In her early film roles (by which I mean the ones she played before she was 10), Dakota Fanning displayed such acute intelligence and preternatural acting instinct that it kinda freaked me out; she was, of course, "cute" in that child-star way, but also so polished and confident that there was nothing remotely cute about her. Now that Fanning's an adolescent, she's losing some of her elfin adorableness (as she should), but the actress' stunning performance gifts appear to be stronger than ever. And for The Secret Life of Bees, they need to be.

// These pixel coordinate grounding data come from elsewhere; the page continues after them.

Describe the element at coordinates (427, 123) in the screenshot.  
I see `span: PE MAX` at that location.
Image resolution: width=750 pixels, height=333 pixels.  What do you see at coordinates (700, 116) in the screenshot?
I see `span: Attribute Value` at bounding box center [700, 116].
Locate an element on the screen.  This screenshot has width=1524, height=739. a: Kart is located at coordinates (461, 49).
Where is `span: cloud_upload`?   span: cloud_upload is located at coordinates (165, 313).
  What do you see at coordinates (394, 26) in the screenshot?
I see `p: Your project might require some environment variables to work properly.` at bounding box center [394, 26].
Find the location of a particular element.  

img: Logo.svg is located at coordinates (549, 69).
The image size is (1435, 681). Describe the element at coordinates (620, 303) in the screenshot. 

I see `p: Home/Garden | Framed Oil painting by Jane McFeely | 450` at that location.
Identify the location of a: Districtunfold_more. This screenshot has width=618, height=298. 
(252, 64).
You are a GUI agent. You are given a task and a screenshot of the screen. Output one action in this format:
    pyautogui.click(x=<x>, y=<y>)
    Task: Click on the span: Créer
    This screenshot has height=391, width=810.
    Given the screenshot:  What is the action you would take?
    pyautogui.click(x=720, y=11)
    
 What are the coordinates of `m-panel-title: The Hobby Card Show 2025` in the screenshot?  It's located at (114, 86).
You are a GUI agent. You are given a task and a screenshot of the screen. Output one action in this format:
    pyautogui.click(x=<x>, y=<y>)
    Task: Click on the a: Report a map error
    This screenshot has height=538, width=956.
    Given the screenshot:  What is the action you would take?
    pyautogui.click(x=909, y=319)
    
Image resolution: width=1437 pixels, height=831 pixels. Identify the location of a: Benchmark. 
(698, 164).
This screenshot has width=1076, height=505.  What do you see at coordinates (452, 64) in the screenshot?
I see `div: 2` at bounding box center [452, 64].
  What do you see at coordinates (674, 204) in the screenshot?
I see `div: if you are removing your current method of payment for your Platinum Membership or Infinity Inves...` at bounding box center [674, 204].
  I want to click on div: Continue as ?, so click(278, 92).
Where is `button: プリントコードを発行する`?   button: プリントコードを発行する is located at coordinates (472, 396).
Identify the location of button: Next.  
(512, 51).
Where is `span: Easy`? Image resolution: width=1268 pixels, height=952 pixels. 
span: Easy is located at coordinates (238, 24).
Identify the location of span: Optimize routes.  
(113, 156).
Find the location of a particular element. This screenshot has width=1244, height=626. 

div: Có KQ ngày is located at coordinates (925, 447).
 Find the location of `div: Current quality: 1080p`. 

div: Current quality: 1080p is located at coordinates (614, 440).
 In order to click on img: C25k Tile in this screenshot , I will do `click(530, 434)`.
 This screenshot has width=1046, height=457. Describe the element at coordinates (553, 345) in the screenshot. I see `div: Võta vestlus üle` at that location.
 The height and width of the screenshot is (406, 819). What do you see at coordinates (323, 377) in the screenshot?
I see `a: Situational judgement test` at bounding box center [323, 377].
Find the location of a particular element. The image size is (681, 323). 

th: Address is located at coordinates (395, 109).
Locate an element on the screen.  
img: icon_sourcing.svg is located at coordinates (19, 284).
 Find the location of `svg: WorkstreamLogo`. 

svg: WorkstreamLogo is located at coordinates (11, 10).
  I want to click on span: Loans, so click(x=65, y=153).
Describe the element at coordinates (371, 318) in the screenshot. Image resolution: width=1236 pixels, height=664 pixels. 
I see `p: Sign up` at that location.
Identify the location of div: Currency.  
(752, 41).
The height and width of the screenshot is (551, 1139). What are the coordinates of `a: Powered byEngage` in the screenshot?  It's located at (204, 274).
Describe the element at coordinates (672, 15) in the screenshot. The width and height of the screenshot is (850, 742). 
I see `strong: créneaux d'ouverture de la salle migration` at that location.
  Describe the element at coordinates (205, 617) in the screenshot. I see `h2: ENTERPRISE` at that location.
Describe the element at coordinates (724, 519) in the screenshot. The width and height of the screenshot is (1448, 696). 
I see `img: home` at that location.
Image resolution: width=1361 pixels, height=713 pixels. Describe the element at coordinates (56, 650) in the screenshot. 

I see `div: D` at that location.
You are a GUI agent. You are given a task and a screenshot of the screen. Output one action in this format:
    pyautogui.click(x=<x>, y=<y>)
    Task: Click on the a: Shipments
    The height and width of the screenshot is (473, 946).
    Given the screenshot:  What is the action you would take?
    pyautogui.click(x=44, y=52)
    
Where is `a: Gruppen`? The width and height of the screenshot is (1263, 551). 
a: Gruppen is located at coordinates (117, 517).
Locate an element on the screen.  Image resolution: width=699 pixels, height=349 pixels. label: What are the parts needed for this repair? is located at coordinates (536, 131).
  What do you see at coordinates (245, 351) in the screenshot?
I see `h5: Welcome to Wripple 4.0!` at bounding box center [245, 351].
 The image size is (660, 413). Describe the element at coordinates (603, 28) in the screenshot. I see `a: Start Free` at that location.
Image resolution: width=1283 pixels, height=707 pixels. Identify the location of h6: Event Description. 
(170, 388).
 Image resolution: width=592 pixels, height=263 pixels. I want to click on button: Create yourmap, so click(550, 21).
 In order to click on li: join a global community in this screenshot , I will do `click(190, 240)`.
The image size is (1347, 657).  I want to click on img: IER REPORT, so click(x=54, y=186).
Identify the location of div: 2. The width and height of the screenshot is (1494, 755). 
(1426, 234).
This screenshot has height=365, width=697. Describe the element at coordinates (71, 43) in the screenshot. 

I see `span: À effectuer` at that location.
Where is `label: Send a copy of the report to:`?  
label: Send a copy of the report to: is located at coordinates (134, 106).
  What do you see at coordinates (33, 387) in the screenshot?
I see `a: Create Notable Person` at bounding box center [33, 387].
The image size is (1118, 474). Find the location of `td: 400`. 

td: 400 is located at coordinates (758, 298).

Based on Sue Monk Kidd's novel about a young South Carolinan who begins to understand life, love, and loss on a beekeeping farm circa 1964, writer/director Gina Prince-Blythewood ladles on the feel-goodery (and feel-badery) with an obviousness that borders on shamelessness; the musical score keeps doing the work the script should be doing, and Queen Latifah - fittingly cast as the farm's queen bee(keeper) - is forced to utter one awkwardly sentimental, life-is-for-the-living bromide after another. Her role would be unendurable if this endlessly enjoyable actress didn't insist on playing it with such disarming warmth and subtlety, and she's not alone among the Bees performers in her ability to redeem fraudulent conceits through wholly honest interpretations. Alicia Keys, with folded arms, is slightly bested by her petulant character, but Sophie Okonedo and Jennifer Hudson are wonderful in rather dimensionless roles, and Fanning - her guardedness giving way to a joyous directness - is a frequent thrill to watch. Its cast isn't quite able to overcome its schmaltz, but I've seen at least 50 movies this year that were much worse than The Secret Life of Bees. I've also seen at least 50 that were better, but to be fair, they didn't star Dakota Fanning and Queen Latifah.

 

Scott Patterson in Saw VSAW V

The tagline for the Saw V advertising reads, "You won't believe how it ends," and I guess that's kind of true, because the promotion led me to expect a surprise of some sort, and the movie actually ends the same way every Saw movie ends. After 80-ish minutes of torture, shrieking, and gloom - routinely interrupted by meaningless backstory and cop-drama clichés - the franchise's new offering climaxes, yet again, by replaying previous scenes so the "plot" can be "explained," followed by a "shocking" twist in which the tables are turned on the story's lone heroic figure. Am I missing something here? Maybe the ads should've stated, "You won't believe how it begins," because the first seven words heard in the film are "fuck," and the last time I recall that happening was in 1994's Four Weddings & a Funeral.

Having said that, Saw V is probably my favorite entry thus far among these annual endurance tests ... not that director David Hackl's endeavor had to work very hard to earn that title. This fourth sequel still substitutes viscera for scares and displays the frenzied editing techniques that, ironically, underscore just how little is happening, and the movie even makes a few blunders that are all its own; for some odd reason, Saw V's most obnoxious character receives perhaps the least satisfying execution in the series' history, and Tobin Bell - whose Jigsaw is seen, now and forever more, in flashback - appears too logy and disinterested to even pick up his paycheck, though I'm betting he wasn't. Yet for a Saw movie, Hack'l latest is rather ambitiously constructed, moderately clever, features a few memorable gross-outs (the prelude's torture device, involving an ax blade and a pendulum, is enjoyably disturbing), and even pulls off a really funny bit when one of the victims-to-be asks two of his fellow captives what they do for a living, and upon learning that they're a real-estate developer and a city planner, says, "So you're both boring." The Saw flicks are, too, but at least Saw V is slightly less boring than the others.